You were not imagining that either.


Why Caregivers Keep This to Themselves

Most caregivers who notice the smell say nothing — to doctors, to friends, sometimes even to each other.

It seems too strange. Too hard to explain. Too easy to dismiss. And there is the matter of dignity — telling someone they smell like sour milk is not a comfortable conversation, and watching them become self-conscious about something they cannot control is its own kind of grief.

So caregivers carry it quietly. They ask if the clothes are clean. They wonder if something spilled. They check the couch. And they never quite put it together until something — a support group, an article, a moment in a waiting room — makes the connection for them.

Joy Milne noticed the smell twelve years before her husband was diagnosed. Twelve years of knowing something was different before the medical system had a name for it.

That is not an unusual caregiver experience. It is a well-documented one.


What This Means for Early Diagnosis

The significance of Joy Milne's discovery extends far beyond the personal. Parkinson's disease is currently diagnosed based on physical symptoms — tremor, rigidity, slowness of movement — that typically appear after significant neurological damage has already occurred. By the time a diagnosis is made, the disease has often been progressing for years.

A skin swab test that can detect Parkinson's with 95% accuracy — before motor symptoms appear — would be one of the most significant advances in neurological diagnosis in decades. Researchers at the University of Manchester are collaborating with Harvard University to determine whether sebum-based biomarkers are detectable in people who have early warning signs of Parkinson's but have not yet received a diagnosis, according to Scientific American.

Joy Milne's nose — and the noses of caregivers like her around the world — may ultimately change when and how Parkinson's disease is caught.


If You Think You've Noticed This

If you are a caregiver for someone with Parkinson's disease or suspected Parkinsonism and you have noticed a smell you couldn't explain — you are not imagining it, you are not being unkind, and you are not alone.

What you are doing is what caregivers have always done: observing the person they love more closely than anyone else in that person's life. Noticing the things that don't quite fit. Carrying information that the medical system hasn't caught up to yet.

Tell your doctor. It may feel strange. Tell them anyway. Mention that you've noticed a change in body odor — particularly around the upper back and neck — that doesn't correspond to hygiene. Use the word sebum if it helps. Reference Joy Milne if you need credibility.

Your observations are clinically relevant data. They deserve to be taken seriously.


Related Reading from Robbins Nest Alliance


Citations

  • Trivedi, D.K., et al. (2019).

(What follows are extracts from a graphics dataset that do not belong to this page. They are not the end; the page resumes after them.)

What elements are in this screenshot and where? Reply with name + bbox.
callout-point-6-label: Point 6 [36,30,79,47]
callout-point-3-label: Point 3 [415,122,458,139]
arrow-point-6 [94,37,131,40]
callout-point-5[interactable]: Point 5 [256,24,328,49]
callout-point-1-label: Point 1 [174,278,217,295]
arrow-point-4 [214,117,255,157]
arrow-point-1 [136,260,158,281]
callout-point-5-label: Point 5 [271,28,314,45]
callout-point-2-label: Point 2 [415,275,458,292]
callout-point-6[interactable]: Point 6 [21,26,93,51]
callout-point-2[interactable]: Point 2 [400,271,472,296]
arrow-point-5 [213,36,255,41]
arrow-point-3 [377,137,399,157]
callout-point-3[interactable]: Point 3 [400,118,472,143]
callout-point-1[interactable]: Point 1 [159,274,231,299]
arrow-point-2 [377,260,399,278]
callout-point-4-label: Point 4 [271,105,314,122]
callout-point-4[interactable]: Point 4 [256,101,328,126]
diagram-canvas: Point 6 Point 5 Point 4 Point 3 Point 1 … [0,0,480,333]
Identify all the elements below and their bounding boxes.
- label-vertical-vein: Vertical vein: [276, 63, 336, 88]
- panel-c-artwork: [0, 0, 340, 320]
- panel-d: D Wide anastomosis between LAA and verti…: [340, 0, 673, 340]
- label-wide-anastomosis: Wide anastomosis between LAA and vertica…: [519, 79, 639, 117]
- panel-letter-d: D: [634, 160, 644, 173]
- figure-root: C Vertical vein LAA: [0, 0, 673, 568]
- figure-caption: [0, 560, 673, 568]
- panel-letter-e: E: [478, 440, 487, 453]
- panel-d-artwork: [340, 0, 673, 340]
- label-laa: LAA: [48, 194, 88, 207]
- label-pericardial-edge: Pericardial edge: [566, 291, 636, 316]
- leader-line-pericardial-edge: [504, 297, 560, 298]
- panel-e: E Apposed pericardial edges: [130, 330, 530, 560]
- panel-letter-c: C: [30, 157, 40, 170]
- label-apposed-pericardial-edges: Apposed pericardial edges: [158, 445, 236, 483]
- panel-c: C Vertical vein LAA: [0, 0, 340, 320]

Discovery of Volatile Biomarkers of Parkinson's Disease from Sebum. ACS Central Science.
  • Parkinson's UK. (2022). Smelling Parkinson's research could make it quicker and easier to diagnose Parkinson's. Parkinson's UK.
  • American Parkinson Disease Association. The Smell of Parkinson's Disease. APDA.
  • Scientific American. (2024). A Supersmeller Can Detect the Scent of Parkinson's, Leading to an Experimental Test for the Illness. Scientific American.
  • Smithsonian Magazine. (2023). Woman Who Can Smell Parkinson's Helps Develop a Skin Swab Diagnostic Test. Smithsonian Magazine.

Robbins Nest Alliance is a 501(c)(3) nonprofit providing peer-reviewed brain injury education for caregivers and families. We are not a medical provider. This content is for educational purposes only. Always consult a qualified medical professional for diagnosis and treatment.